Your Honour, Hands Off Judicial Service: Why the Supreme Court must cede ground to High Courts and States
The Supreme Court’s decades-long intervention in the regulation of state judicial service lacks a clear constitutional foundation and undermines the federal judicial governance architecture that the Constitution deliberately envisages.
Shivaraj Huchhanavar
Published on: 17 April 2026, 10:53 am

JUDICIAL POLICY FLIP-FLOPS are not uncommon in India, especially in policies regulating the service of subordinate court judges. Only last year, we saw the Supreme Court (‘SC’) reverse its earlier rulings on whether in-service candidates with adequate experience at the Bar and/or in judicial service qualify for direct recruitment into the higher judicial service. The Court also revisited the quota for the Limited Departmental Competitive Examination (‘LDCE’) in All India Judges Association v. Union of India. The latter ruling also reinstated a minimum of three-year practice at the Bar as a qualification for the post of Civil Judge (Junior Division). The SC is now, noting that the three-year practice requirement would affect the representation of women in the judiciary, poised to reconsider this three-year practice requirement, a question it has revisited on multiple occasions since the 1990s in the All India Judges’ Association line of cases.
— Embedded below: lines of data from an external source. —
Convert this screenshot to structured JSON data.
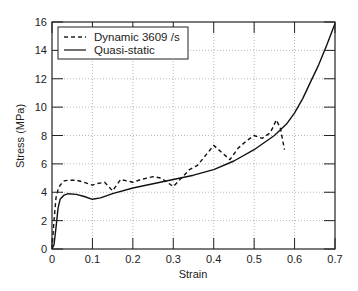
{
  "chart_data": {
    "type": "line",
    "title": "",
    "xlabel": "Strain",
    "ylabel": "Stress (MPa)",
    "xlim": [
      0,
      0.7
    ],
    "ylim": [
      0,
      16
    ],
    "xticks": [
      "0",
      "0.1",
      "0.2",
      "0.3",
      "0.4",
      "0.5",
      "0.6",
      "0.7"
    ],
    "yticks": [
      "0",
      "2",
      "4",
      "6",
      "8",
      "10",
      "12",
      "14",
      "16"
    ],
    "grid": true,
    "legend_position": "upper left",
    "series": [
      {
        "name": "Dynamic 3609 /s",
        "style": "dashed",
        "x": [
          0.0,
          0.005,
          0.01,
          0.015,
          0.02,
          0.03,
          0.04,
          0.06,
          0.08,
          0.1,
          0.11,
          0.13,
          0.15,
          0.17,
          0.2,
          0.22,
          0.25,
          0.27,
          0.3,
          0.32,
          0.34,
          0.36,
          0.38,
          0.4,
          0.42,
          0.44,
          0.46,
          0.48,
          0.5,
          0.52,
          0.54,
          0.555,
          0.565,
          0.575
        ],
        "y": [
          0.0,
          2.0,
          3.6,
          4.2,
          4.5,
          4.8,
          4.85,
          4.85,
          4.7,
          4.5,
          4.6,
          4.7,
          4.1,
          4.9,
          4.7,
          4.9,
          5.1,
          5.0,
          4.4,
          5.0,
          5.6,
          5.9,
          6.6,
          7.3,
          6.8,
          6.3,
          7.1,
          7.6,
          8.0,
          7.8,
          8.2,
          9.1,
          8.5,
          7.0
        ]
      },
      {
        "name": "Quasi-static",
        "style": "solid",
        "x": [
          0.0,
          0.005,
          0.01,
          0.015,
          0.02,
          0.03,
          0.04,
          0.06,
          0.08,
          0.1,
          0.12,
          0.15,
          0.2,
          0.25,
          0.3,
          0.35,
          0.4,
          0.45,
          0.5,
          0.55,
          0.58,
          0.6,
          0.62,
          0.64,
          0.66,
          0.68,
          0.7
        ],
        "y": [
          0.0,
          0.3,
          1.5,
          2.9,
          3.5,
          3.8,
          3.9,
          3.85,
          3.7,
          3.5,
          3.6,
          3.9,
          4.3,
          4.6,
          4.9,
          5.2,
          5.6,
          6.2,
          7.0,
          8.0,
          8.8,
          9.6,
          10.6,
          11.8,
          13.0,
          14.4,
          15.9
        ]
      }
    ]
  }
}
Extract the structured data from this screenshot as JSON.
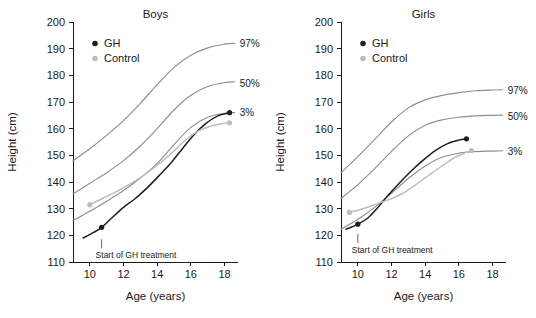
{
  "figure": {
    "background": "#ffffff",
    "width": 536,
    "height": 318
  },
  "colors": {
    "gh": "#1f1f1f",
    "control": "#bdbdbd",
    "reference": "#8e8e8e",
    "axis": "#1a1a1a"
  },
  "axis": {
    "xlabel": "Age (years)",
    "ylabel": "Height (cm)",
    "xticks": [
      "10",
      "12",
      "14",
      "16",
      "18"
    ],
    "yticks": [
      "110",
      "120",
      "130",
      "140",
      "150",
      "160",
      "170",
      "180",
      "190",
      "200"
    ]
  },
  "annotation": {
    "text": "Start of GH treatment"
  },
  "legend": {
    "gh": "GH",
    "control": "Control"
  },
  "percentiles": {
    "p97": "97%",
    "p50": "50%",
    "p3": "3%"
  },
  "chart_data": [
    {
      "type": "line",
      "title": "Boys",
      "xlabel": "Age (years)",
      "ylabel": "Height (cm)",
      "xlim": [
        9,
        18.8
      ],
      "ylim": [
        110,
        200
      ],
      "xticks": [
        10,
        12,
        14,
        16,
        18
      ],
      "yticks": [
        110,
        120,
        130,
        140,
        150,
        160,
        170,
        180,
        190,
        200
      ],
      "grid": false,
      "legend_position": "top-left",
      "annotations": [
        {
          "text": "Start of GH treatment",
          "x": 10.7,
          "y": 118.5
        },
        {
          "text": "97%",
          "x": 18.9,
          "y": 192
        },
        {
          "text": "50%",
          "x": 18.9,
          "y": 177
        },
        {
          "text": "3%",
          "x": 18.9,
          "y": 166
        }
      ],
      "series": [
        {
          "name": "97%",
          "kind": "reference",
          "x": [
            9.0,
            10,
            11,
            12,
            13,
            14,
            15,
            16,
            17,
            18,
            18.6
          ],
          "y": [
            148.0,
            152.5,
            157.5,
            163.0,
            169.5,
            176.5,
            183.0,
            187.5,
            190.3,
            191.7,
            192.0
          ]
        },
        {
          "name": "50%",
          "kind": "reference",
          "x": [
            9.0,
            10,
            11,
            12,
            13,
            14,
            15,
            16,
            17,
            18,
            18.6
          ],
          "y": [
            135.5,
            139.5,
            143.5,
            148.0,
            153.5,
            160.0,
            167.0,
            172.5,
            175.8,
            177.3,
            177.6
          ]
        },
        {
          "name": "3%",
          "kind": "reference",
          "x": [
            9.0,
            10,
            11,
            12,
            13,
            14,
            15,
            16,
            17,
            18,
            18.6
          ],
          "y": [
            125.5,
            129.0,
            132.8,
            136.8,
            141.5,
            147.0,
            154.0,
            160.5,
            164.3,
            165.8,
            166.0
          ]
        },
        {
          "name": "GH",
          "kind": "gh",
          "x": [
            9.6,
            10.2,
            10.7,
            11.3,
            12.0,
            12.7,
            13.4,
            14.1,
            14.8,
            15.5,
            16.2,
            16.9,
            17.6,
            18.3
          ],
          "y": [
            119.0,
            121.0,
            123.0,
            126.5,
            130.5,
            133.8,
            137.8,
            142.3,
            147.0,
            152.5,
            157.8,
            162.0,
            164.8,
            166.0
          ],
          "markers": [
            {
              "x": 10.7,
              "y": 123.0
            },
            {
              "x": 18.3,
              "y": 166.0
            }
          ]
        },
        {
          "name": "Control",
          "kind": "control",
          "x": [
            10.0,
            10.8,
            11.6,
            12.4,
            13.2,
            14.0,
            14.8,
            15.6,
            16.4,
            17.2,
            18.0,
            18.3
          ],
          "y": [
            131.5,
            134.0,
            136.5,
            139.3,
            142.5,
            146.3,
            150.5,
            155.3,
            159.0,
            161.0,
            162.0,
            162.2
          ],
          "markers": [
            {
              "x": 10.0,
              "y": 131.5
            },
            {
              "x": 18.3,
              "y": 162.2
            }
          ]
        }
      ]
    },
    {
      "type": "line",
      "title": "Girls",
      "xlabel": "Age (years)",
      "ylabel": "Height (cm)",
      "xlim": [
        9,
        18.8
      ],
      "ylim": [
        110,
        200
      ],
      "xticks": [
        10,
        12,
        14,
        16,
        18
      ],
      "yticks": [
        110,
        120,
        130,
        140,
        150,
        160,
        170,
        180,
        190,
        200
      ],
      "grid": false,
      "legend_position": "top-left",
      "annotations": [
        {
          "text": "Start of GH treatment",
          "x": 10.0,
          "y": 120.5
        },
        {
          "text": "97%",
          "x": 18.9,
          "y": 174.5
        },
        {
          "text": "50%",
          "x": 18.9,
          "y": 164.5
        },
        {
          "text": "3%",
          "x": 18.9,
          "y": 151.5
        }
      ],
      "series": [
        {
          "name": "97%",
          "kind": "reference",
          "x": [
            9.0,
            10,
            11,
            12,
            13,
            14,
            15,
            16,
            17,
            18,
            18.6
          ],
          "y": [
            143.5,
            149.5,
            156.0,
            162.5,
            167.8,
            170.8,
            172.5,
            173.5,
            174.2,
            174.5,
            174.6
          ]
        },
        {
          "name": "50%",
          "kind": "reference",
          "x": [
            9.0,
            10,
            11,
            12,
            13,
            14,
            15,
            16,
            17,
            18,
            18.6
          ],
          "y": [
            133.8,
            139.0,
            145.0,
            151.5,
            157.3,
            161.3,
            163.3,
            164.3,
            164.8,
            165.0,
            165.1
          ]
        },
        {
          "name": "3%",
          "kind": "reference",
          "x": [
            9.0,
            10,
            11,
            12,
            13,
            14,
            15,
            16,
            17,
            18,
            18.6
          ],
          "y": [
            122.3,
            126.0,
            130.5,
            135.8,
            141.3,
            146.0,
            149.3,
            150.8,
            151.4,
            151.6,
            151.7
          ]
        },
        {
          "name": "GH",
          "kind": "gh",
          "x": [
            9.3,
            9.7,
            10.0,
            10.6,
            11.2,
            11.8,
            12.5,
            13.2,
            13.9,
            14.6,
            15.3,
            16.0,
            16.45
          ],
          "y": [
            122.3,
            123.3,
            124.2,
            126.5,
            130.5,
            135.0,
            139.8,
            144.3,
            148.3,
            151.8,
            154.3,
            155.7,
            156.2
          ],
          "markers": [
            {
              "x": 10.0,
              "y": 124.2
            },
            {
              "x": 16.45,
              "y": 156.2
            }
          ]
        },
        {
          "name": "Control",
          "kind": "control",
          "x": [
            9.5,
            10.2,
            11.0,
            11.8,
            12.6,
            13.4,
            14.2,
            15.0,
            15.8,
            16.4,
            16.75
          ],
          "y": [
            128.6,
            129.8,
            131.5,
            133.3,
            135.5,
            138.8,
            142.5,
            146.0,
            149.3,
            151.0,
            151.8
          ],
          "markers": [
            {
              "x": 9.5,
              "y": 128.6
            },
            {
              "x": 16.75,
              "y": 151.8
            }
          ]
        }
      ]
    }
  ]
}
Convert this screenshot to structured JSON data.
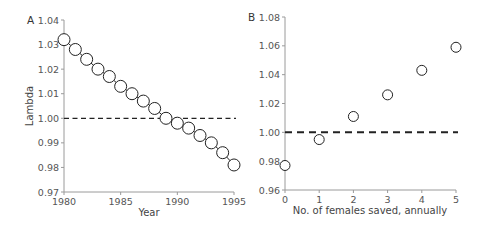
{
  "chart_data": [
    {
      "panel": "A",
      "type": "line",
      "title": "",
      "xlabel": "Year",
      "ylabel": "Lambda",
      "x": [
        1980,
        1981,
        1982,
        1983,
        1984,
        1985,
        1986,
        1987,
        1988,
        1989,
        1990,
        1991,
        1992,
        1993,
        1994,
        1995
      ],
      "values": [
        1.032,
        1.028,
        1.024,
        1.02,
        1.017,
        1.013,
        1.01,
        1.007,
        1.004,
        1.0,
        0.998,
        0.996,
        0.993,
        0.99,
        0.986,
        0.981
      ],
      "xlim": [
        1980,
        1995
      ],
      "ylim": [
        0.97,
        1.04
      ],
      "xticks": [
        "1980",
        "1985",
        "1990",
        "1995"
      ],
      "yticks": [
        "0.97",
        "0.98",
        "0.99",
        "1.00",
        "1.01",
        "1.02",
        "1.03",
        "1.04"
      ],
      "reference_line": {
        "y": 1.0,
        "style": "dashed"
      },
      "marker": "open-circle",
      "grid": false
    },
    {
      "panel": "B",
      "type": "scatter",
      "title": "",
      "xlabel": "No. of females saved, annually",
      "ylabel": "",
      "x": [
        0,
        1,
        2,
        3,
        4,
        5
      ],
      "values": [
        0.977,
        0.995,
        1.011,
        1.026,
        1.043,
        1.059
      ],
      "xlim": [
        0,
        5
      ],
      "ylim": [
        0.96,
        1.08
      ],
      "xticks": [
        "0",
        "1",
        "2",
        "3",
        "4",
        "5"
      ],
      "yticks": [
        "0.96",
        "0.98",
        "1.00",
        "1.02",
        "1.04",
        "1.06",
        "1.08"
      ],
      "reference_line": {
        "y": 1.0,
        "style": "dashed"
      },
      "marker": "open-circle",
      "grid": false
    }
  ],
  "panels": {
    "a": {
      "label": "A",
      "ylabel": "Lambda",
      "xlabel": "Year",
      "yticks": [
        "1.04",
        "1.03",
        "1.02",
        "1.01",
        "1.00",
        "0.99",
        "0.98",
        "0.97"
      ],
      "xticks": [
        "1980",
        "1985",
        "1990",
        "1995"
      ]
    },
    "b": {
      "label": "B",
      "xlabel": "No. of females saved, annually",
      "yticks": [
        "1.08",
        "1.06",
        "1.04",
        "1.02",
        "1.00",
        "0.98",
        "0.96"
      ],
      "xticks": [
        "0",
        "1",
        "2",
        "3",
        "4",
        "5"
      ]
    }
  },
  "colors": {
    "axis": "#9a9a9a",
    "line": "#222222",
    "marker_stroke": "#222222",
    "marker_fill": "#ffffff",
    "reference_line": "#222222"
  }
}
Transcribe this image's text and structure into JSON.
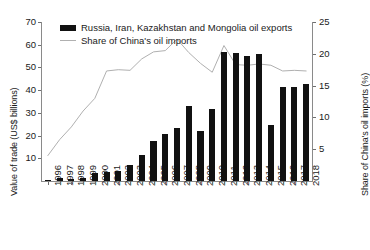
{
  "chart_data": {
    "type": "bar",
    "title": "",
    "xlabel": "",
    "ylabel": "Value of trade (US$ billions)",
    "y2label": "Share of China's oil imports (%)",
    "grid": false,
    "legend_position": "top-left",
    "categories": [
      "1996",
      "1997",
      "1998",
      "1999",
      "2000",
      "2001",
      "2002",
      "2003",
      "2004",
      "2005",
      "2006",
      "2007",
      "2008",
      "2009",
      "2010",
      "2011",
      "2012",
      "2013",
      "2014",
      "2015",
      "2016",
      "2017",
      "2018"
    ],
    "ylim": [
      0,
      70
    ],
    "yticks": [
      10,
      20,
      30,
      40,
      50,
      60,
      70
    ],
    "y2lim": [
      0,
      25
    ],
    "y2ticks": [
      5,
      10,
      15,
      20,
      25
    ],
    "series": [
      {
        "name": "Russia, Iran, Kazakhstan and Mongolia oil exports",
        "type": "bar",
        "axis": "left",
        "color": "#111111",
        "values": [
          0.6,
          1.2,
          1.0,
          1.3,
          3.5,
          4.0,
          4.3,
          7.0,
          11.5,
          17.5,
          20.5,
          23.5,
          33.0,
          22.0,
          31.5,
          57.0,
          56.5,
          55.0,
          55.8,
          24.5,
          41.5,
          41.5,
          42.5
        ]
      },
      {
        "name": "Share of China's oil imports",
        "type": "line",
        "axis": "right",
        "color": "#b0b0b0",
        "values": [
          4.0,
          6.5,
          8.5,
          11.0,
          13.0,
          17.3,
          17.5,
          17.4,
          19.2,
          20.3,
          20.5,
          22.3,
          20.2,
          18.5,
          17.1,
          21.3,
          18.3,
          18.2,
          18.4,
          18.2,
          17.3,
          17.4,
          17.3
        ]
      }
    ]
  },
  "legend": {
    "bar_label": "Russia, Iran, Kazakhstan and Mongolia oil exports",
    "line_label": "Share of China's oil imports"
  }
}
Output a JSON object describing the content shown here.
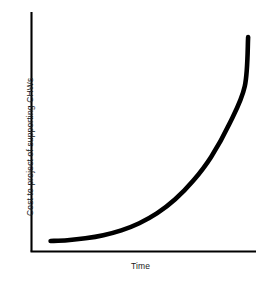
{
  "figure": {
    "background_color": "#ffffff",
    "ink_color": "#000000",
    "text_color": "#1a1a1a"
  },
  "chart_data": {
    "type": "line",
    "title": "",
    "subtitle": "",
    "xlabel": "Time",
    "ylabel": "Cost to project of supporting CHWs",
    "grid": false,
    "legend": null,
    "x_tick_labels": [],
    "y_tick_labels": [],
    "xlim": [
      0,
      10
    ],
    "ylim": [
      0,
      10
    ],
    "annotations": [],
    "series": [
      {
        "name": "Cost to project of supporting CHWs",
        "style": "smooth-exponential",
        "line_color": "#000000",
        "line_width": 4.6,
        "x": [
          0.85,
          1.6,
          2.4,
          3.2,
          4.0,
          4.8,
          5.6,
          6.4,
          7.2,
          8.0,
          8.8,
          9.5,
          9.65
        ],
        "y": [
          0.44,
          0.47,
          0.55,
          0.68,
          0.88,
          1.18,
          1.6,
          2.18,
          2.95,
          3.95,
          5.3,
          6.9,
          8.95
        ]
      }
    ]
  },
  "axes": {
    "x_axis_label": "Time",
    "y_axis_label": "Cost to project of supporting CHWs"
  }
}
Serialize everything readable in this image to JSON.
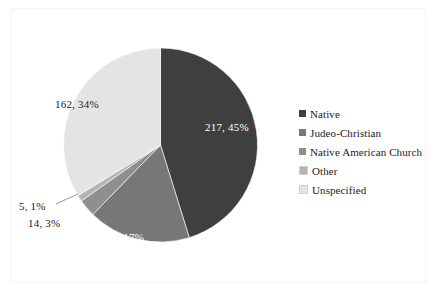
{
  "chart_data": {
    "type": "pie",
    "title": "",
    "subtitle": "",
    "xlabel": "",
    "ylabel": "",
    "grid": false,
    "legend_position": "right",
    "total": 480,
    "categories": [
      "Native",
      "Judeo-Christian",
      "Native American Church",
      "Other",
      "Unspecified"
    ],
    "values": [
      217,
      82,
      14,
      5,
      162
    ],
    "percents": [
      45,
      17,
      3,
      1,
      34
    ],
    "data_labels": [
      "217, 45%",
      "82, 17%",
      "14, 3%",
      "5, 1%",
      "162, 34%"
    ],
    "colors": [
      "#3f3f3f",
      "#777777",
      "#8f8f8f",
      "#b4b4b4",
      "#e4e4e4"
    ],
    "label_text_colors": [
      "#ffffff",
      "#ffffff",
      "#1a1a1a",
      "#1a1a1a",
      "#1a1a1a"
    ],
    "start_angle_deg": 0,
    "direction": "clockwise",
    "slices": [
      {
        "name": "Native",
        "value": 217,
        "percent": 45,
        "label": "217, 45%",
        "color": "#3f3f3f"
      },
      {
        "name": "Judeo-Christian",
        "value": 82,
        "percent": 17,
        "label": "82, 17%",
        "color": "#777777"
      },
      {
        "name": "Native American Church",
        "value": 14,
        "percent": 3,
        "label": "14, 3%",
        "color": "#8f8f8f"
      },
      {
        "name": "Other",
        "value": 5,
        "percent": 1,
        "label": "5, 1%",
        "color": "#b4b4b4"
      },
      {
        "name": "Unspecified",
        "value": 162,
        "percent": 34,
        "label": "162, 34%",
        "color": "#e4e4e4"
      }
    ]
  },
  "legend": {
    "items": [
      {
        "label": "Native",
        "color": "#3f3f3f"
      },
      {
        "label": "Judeo-Christian",
        "color": "#777777"
      },
      {
        "label": "Native American Church",
        "color": "#8f8f8f"
      },
      {
        "label": "Other",
        "color": "#b4b4b4"
      },
      {
        "label": "Unspecified",
        "color": "#e4e4e4"
      }
    ]
  }
}
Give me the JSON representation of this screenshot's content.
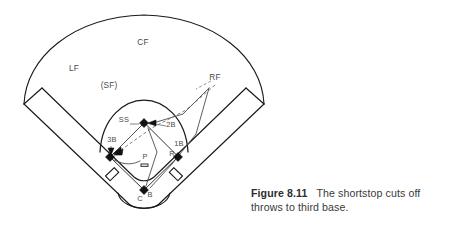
{
  "figure": {
    "caption_number": "Figure 8.11",
    "caption_text": "The shortstop cuts off throws to third base.",
    "background_color": "#ffffff",
    "line_color": "#1a1a1a",
    "arrow_color": "#555555"
  },
  "field": {
    "labels": {
      "center_field": "CF",
      "left_field": "LF",
      "short_field": "(SF)",
      "right_field": "RF",
      "shortstop": "SS",
      "third_base": "3B",
      "second_base": "2B",
      "first_base": "1B",
      "pitcher": "P",
      "runner": "R",
      "catcher": "C",
      "batter": "B"
    },
    "positions": [
      {
        "key": "center_field",
        "label": "CF",
        "x": 143,
        "y": 45
      },
      {
        "key": "left_field",
        "label": "LF",
        "x": 74,
        "y": 71
      },
      {
        "key": "short_field",
        "label": "(SF)",
        "x": 109,
        "y": 88
      },
      {
        "key": "right_field",
        "label": "RF",
        "x": 215,
        "y": 80
      },
      {
        "key": "shortstop",
        "label": "SS",
        "x": 124,
        "y": 122
      },
      {
        "key": "third_base",
        "label": "3B",
        "x": 112,
        "y": 142
      },
      {
        "key": "second_base",
        "label": "2B",
        "x": 171,
        "y": 127
      },
      {
        "key": "first_base",
        "label": "1B",
        "x": 179,
        "y": 146
      },
      {
        "key": "pitcher",
        "label": "P",
        "x": 145,
        "y": 159
      },
      {
        "key": "runner",
        "label": "R",
        "x": 172,
        "y": 156
      },
      {
        "key": "catcher",
        "label": "C",
        "x": 140,
        "y": 200
      },
      {
        "key": "batter",
        "label": "B",
        "x": 150,
        "y": 196
      }
    ],
    "bases": [
      {
        "name": "second-base",
        "x": 144,
        "y": 123
      },
      {
        "name": "third-base",
        "x": 110,
        "y": 157
      },
      {
        "name": "first-base",
        "x": 178,
        "y": 157
      },
      {
        "name": "home-plate",
        "x": 144,
        "y": 190
      }
    ]
  }
}
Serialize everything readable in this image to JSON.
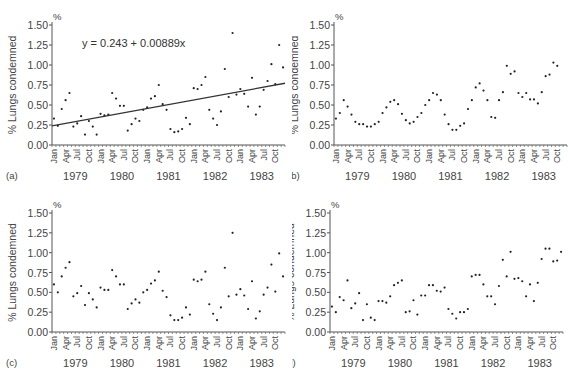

The SC’s decision to review the minimum practice requirement within a year after its reinstatement appears puzzling. This is because, as noted in the All India Judges Case (2025), most High Courts and state governments concur that three years’ experience at the Bar is essential to enhance the efficiency and quality of judicial administration. In this case, several High Courts and state governments highlighted various other challenges arising from inexperienced judicial officers.
Moreover, the intensive pre-induction judicial training intended to compensate for such inexperience, as recommended by the Shetty Commission and endorsed in the All India Judges Association Case (2002), remains largely unimplemented. There is as yet no systematic, robust empirical study that conclusively establishes the causal impact of relaxing the three‑year practice rule on women’s representation, although emerging commentary underscores its potential negative implications for diversity.
Although the All India Judges Case (2025) and its ongoing review warrant critical examination, this piece does not critique either. Instead, it seeks to address a larger constitutional question: Does the Supreme Court possess the constitutional authority to prescribe policy for state judicial services? This piece concludes that SC’s policy interventions run counter to the express provisions of the Constitution. It further elucidates that the policy interventions undermine the regulatory autonomy and competencies of the High Courts and states. But first, the piece briefly outlines the extent of the SC’s interventions in matters of state judicial service.